One way that postmodernist fiction departs from modernist fiction other than the subject matter is the way it is presented on the page. In Ragtime, Doctorow gives the reader a picture of the setting of the novel by telling it through an unknown narrator, which is filled with subtle bias and a story-telling feel to it. At the end of Chapter 6, during the "it became fashionable to honor the poor" last paragraph, Doctorow includes a few aspects of postmodernist fiction that makes it clearly not modernist, and not a normal setting of a backdrop of a novel.
Doctorow uses repetition that is sort of conversational in this last paragraph.
"In the canneries and mills these were the hours they were most likely to lose their fingers...or their legs crushed; they had to be counseled to stay alert."
and
"In the mines they worked as sorters of coal and sometimes were smothered in the coal chutes; they were warned to keep their wits about them." (page 34 for my version).
These two sentences have similar structures and are adjacent, with a semicolon in between a clause describing the dangers of child labor and a clause explaining what was being done about it.
Another example of repetition:
"One hundred Negroes.... One hundred miners....One hundred children."(p. 34)
And also:
"There were oil trusts and banking trusts and railroad trusts and beef trusts and steel trusts." (p. 34)
These instances of repetition, I feel, sets this novel apart from modernist fiction because it is a completely new way of telling "history." Also, I don't remember seeing so much repetition in non-postmodernist fiction. In my opinion, it makes the tone seem more conversational.
My favorite postmodernist author, Haruki Murakami, takes this non-standard way of formatting to another level. It an eerily postmodernist way, Murakami, in his surrealist novel Kafka on the Shore, writes some portions of the thoughts of his main character, Kafka, from a boy named Crow's perspective, in boldface (I think the boy named Crow represents Kafka from a parallel world). I've never seem another novelist write in this format.

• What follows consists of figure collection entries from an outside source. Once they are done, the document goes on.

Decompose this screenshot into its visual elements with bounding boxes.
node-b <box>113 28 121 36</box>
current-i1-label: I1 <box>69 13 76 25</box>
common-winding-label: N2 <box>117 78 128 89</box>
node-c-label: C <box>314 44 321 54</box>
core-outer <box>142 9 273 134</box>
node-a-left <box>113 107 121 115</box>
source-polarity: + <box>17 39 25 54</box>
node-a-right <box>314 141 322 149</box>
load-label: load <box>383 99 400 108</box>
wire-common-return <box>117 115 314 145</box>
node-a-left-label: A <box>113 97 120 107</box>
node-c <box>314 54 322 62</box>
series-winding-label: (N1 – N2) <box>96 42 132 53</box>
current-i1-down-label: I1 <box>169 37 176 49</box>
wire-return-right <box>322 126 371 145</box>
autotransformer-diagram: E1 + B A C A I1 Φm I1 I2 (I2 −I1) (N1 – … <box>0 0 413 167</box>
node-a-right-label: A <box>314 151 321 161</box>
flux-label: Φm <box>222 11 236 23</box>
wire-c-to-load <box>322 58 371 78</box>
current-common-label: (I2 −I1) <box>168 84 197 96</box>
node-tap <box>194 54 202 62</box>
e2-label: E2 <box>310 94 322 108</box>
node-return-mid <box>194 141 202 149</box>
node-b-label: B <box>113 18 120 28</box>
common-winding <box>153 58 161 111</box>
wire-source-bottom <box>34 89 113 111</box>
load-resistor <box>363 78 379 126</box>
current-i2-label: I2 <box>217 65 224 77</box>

This stood out to me and gave me the impression that Murakami was trying to depart from the normal standard of the format of novels, just like Doctorow in Ragtime is pioneering a new way of telling history, or at least giving readers the backdrop of a novel.
Doctorow uses repetition that is sort of conversational in this last paragraph.
"In the canneries and mills these were the hours they were most likely to lose their fingers...or their legs crushed; they had to be counseled to stay alert."
and
"In the mines they worked as sorters of coal and sometimes were smothered in the coal chutes; they were warned to keep their wits about them." (page 34 for my version).
These two sentences have similar structures and are adjacent, with a semicolon in between a clause describing the dangers of child labor and a clause explaining what was being done about it.
Another example of repetition:
"One hundred Negroes.... One hundred miners....One hundred children."(p. 34)
And also:
"There were oil trusts and banking trusts and railroad trusts and beef trusts and steel trusts." (p. 34)
These instances of repetition, I feel, sets this novel apart from modernist fiction because it is a completely new way of telling "history." Also, I don't remember seeing so much repetition in non-postmodernist fiction. In my opinion, it makes the tone seem more conversational.
My favorite postmodernist author, Haruki Murakami, takes this non-standard way of formatting to another level. It an eerily postmodernist way, Murakami, in his surrealist novel Kafka on the Shore, writes some portions of the thoughts of his main character, Kafka, from a boy named Crow's perspective, in boldface (I think the boy named Crow represents Kafka from a parallel world). I've never seem another novelist write in this format. This stood out to me and gave me the impression that Murakami was trying to depart from the normal standard of the format of novels, just like Doctorow in Ragtime is pioneering a new way of telling history, or at least giving readers the backdrop of a novel.